At the decade-old Wild Rocket, Low serves contemporary Singapore cuisine adapted from the city’s favorite cheap eats.
Laksa, a popular Peranakan noodle dish with spicy broth flavored with coconut milk, is reinvented as a pesto sauce and paired with pasta.
On Low’s newly introduced “omakase” menu, bak chor mee (minced pork noodles) steals the spotlight. Low’s version is made with glass noodles cooked in Iberico pork fat topped with torched mixed tuna and scallions.
At 3-year-old Candlenut, Malcolm Lee recreates Singapore’s ubiquitous ayam buah keluak (chicken with Indonesian black nut) as a rich paste blanketed on sous-vide wagyu beef short ribs.
Lee introduced an “ahmakase” menu – the name is a play on “ah ma” (grandma) and omakase (a Japanese meal with dishes selected by the chef) – with creations like a thick broth of buak keluak with beef cheek, shallots and aromatics.
At Restaurant Labyrinth, chef-owner Han Liguang does a new take on chili crab.
The former banker has remade Singapore’s de facto national street dish with deep-fried soft shell crab flanked by a dollop of piquant chili crab ice cream with man tou (Chinese steamed bun).
It’s another effort to save, or at least evolve, the country’s legacy dishes.

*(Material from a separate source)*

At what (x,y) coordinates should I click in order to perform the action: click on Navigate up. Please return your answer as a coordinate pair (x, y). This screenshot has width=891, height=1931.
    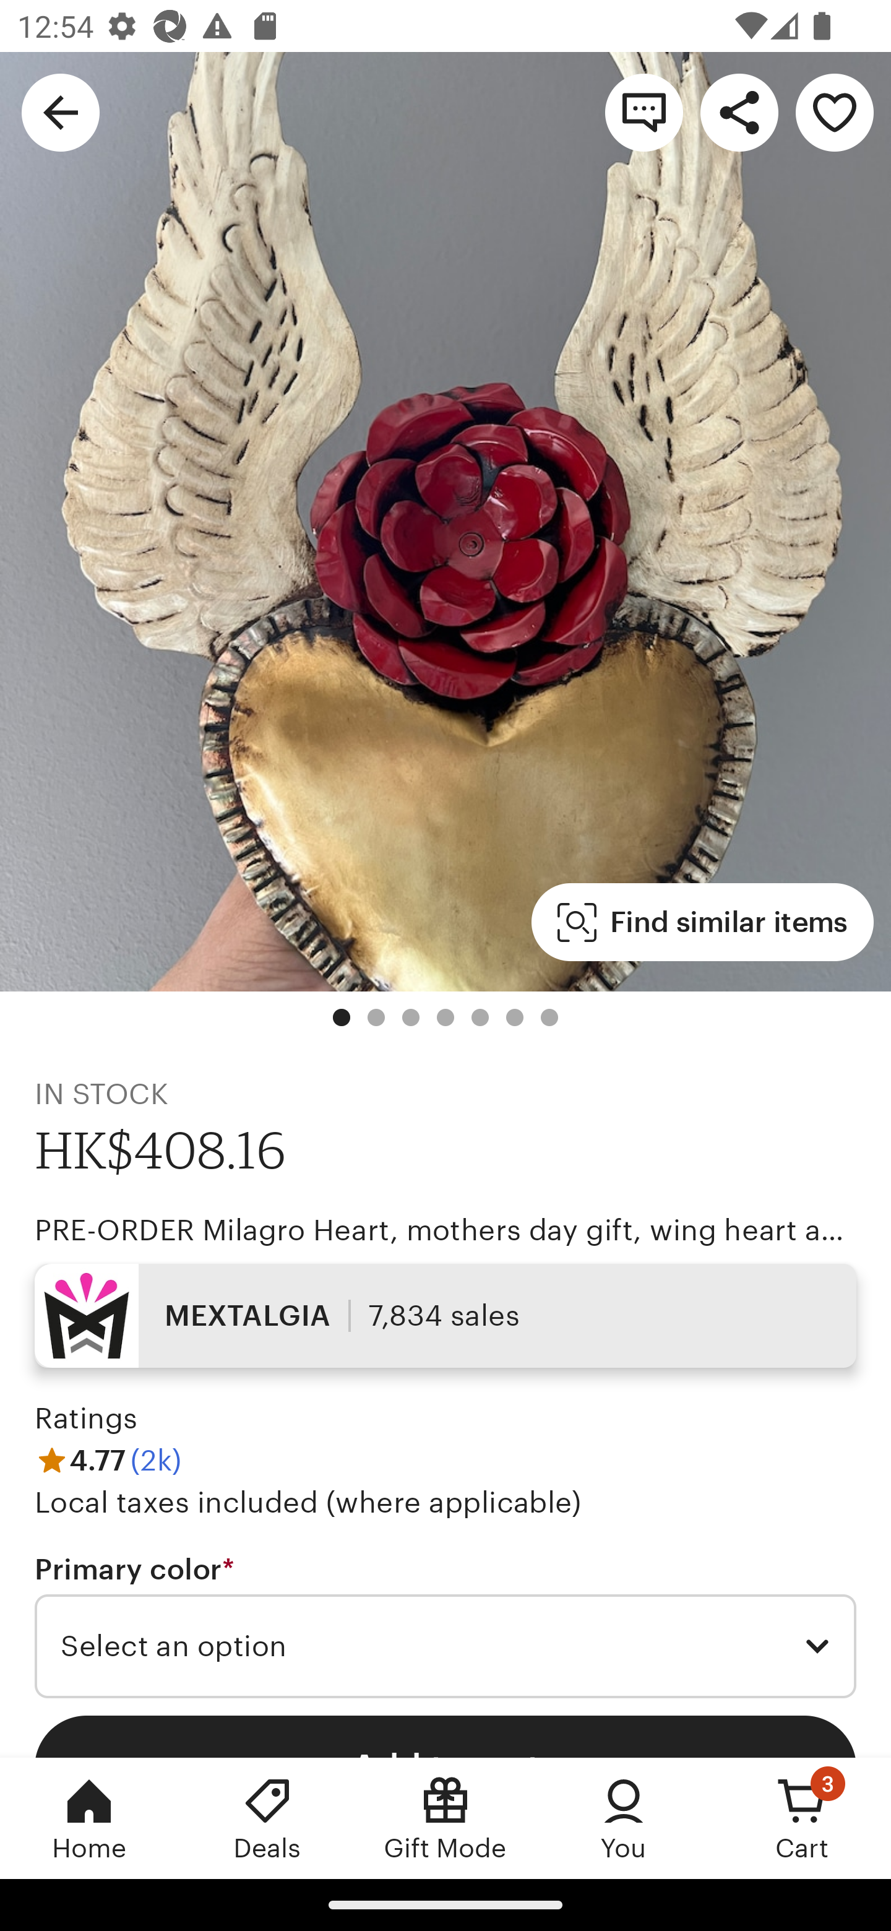
    Looking at the image, I should click on (61, 112).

“Neo-Singapore cuisine is an expression of myself growing up in the modern age whilst being exposed to traditional flavors, some of which are being lost through time,” says Han. “Singapore celebrated its 50th birthday this year (2015), I want my cuisine to celebrate modern Singapore while also remembering our roots.”
Candlenut, 331 New Bridge Road, 01-03 Dorsett Residences, Singapore
Jin Ji Braised Duck and Kway Chap, Blk 335, Smith Street 02-156, Singapore
One Kueh At A Time, 02-61 Berseh Food Centre, 166 Jalan Besar, Singapore
Restaurant Labyrinth, 8 Raffles Ave., 02-23 Esplanade Mall, Singapore
Wild Rocket, 10A Upper Wilkie Road, Singapore, Singapore
This story was originally published in December 2015.
Evelyn Chen is a food and travel writer and the regional academy chair for World’s 50 Best Restaurants and Asia’s 50 Best. In between dinners and writing assignments, the former Zagat editor blogs about food at bibikgourmand.